Another great thing about Bakemonogatari is the sound design. Satoru Kōsaki’s music is very different. It includes creepy piano notes, lighthearted jazz riffs, and simple rhythms that support the show’s mood shifts. Senjougahara’s opening theme is icy control, Hachikuji’s is playful chaos, Kanbaru’s is manic energy, and so on. Each heroine’s story arc has its own opening theme that fits her personality perfectly.
The skill of voice acting is top-notch. Araragi, played by Hiroshi Kamiya, delivers monologues with a nervous truthfulness that gives the show’s surrealism a grounding. Every word that Chiwa Saitō says as Senjougahara hits like a blade. Her performance is sharp, seductive, and emotionally surgical. Even Shinobu’s silence sounds like something else, like an eerie echo of who she used to be.
Sound is not only used to enhance the experience, but also to tell a story. A lot of the time, the silence between lines says louder than the words, building tension or intimacy in a way that no background music could.
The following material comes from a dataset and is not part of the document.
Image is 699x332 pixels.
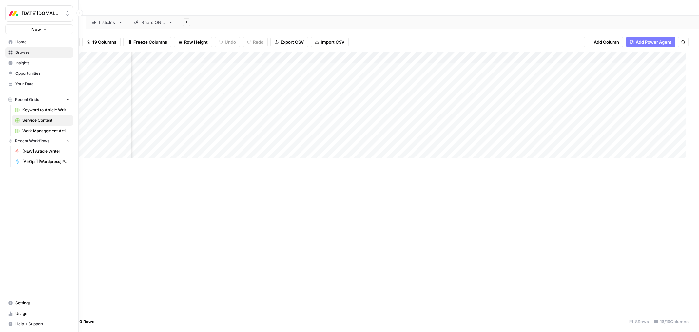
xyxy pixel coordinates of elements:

The music in Bakemonogatari doesn’t go with the story; it just listens to it.
It seems too narrow to call Bakemonogatari a cartoon. It’s more like an experimental piece of art that’s trying to look like a magical harem comedy. There is a truly human story about communication, empathy, and the burdens we carry beneath the structure that is heavy on dialogue and on how it is presented.

Many people will find it arrogant and hard to understand, but that’s precisely what makes it so appealing. It doesn’t make its ideas easy for people to understand; it trusts them enough to let them figure out what they mean. Every time you watch it again, you find new levels, metaphors, and emotional truths tucked away in the jokes and monologues.
In the end, Bakemonogatari finds a balance between silliness and sincerity, between thinking and feeling. It makes us remember that the monsters we face aren’t always supernatural; sometimes they’re just our own shadows, speaking in the dark.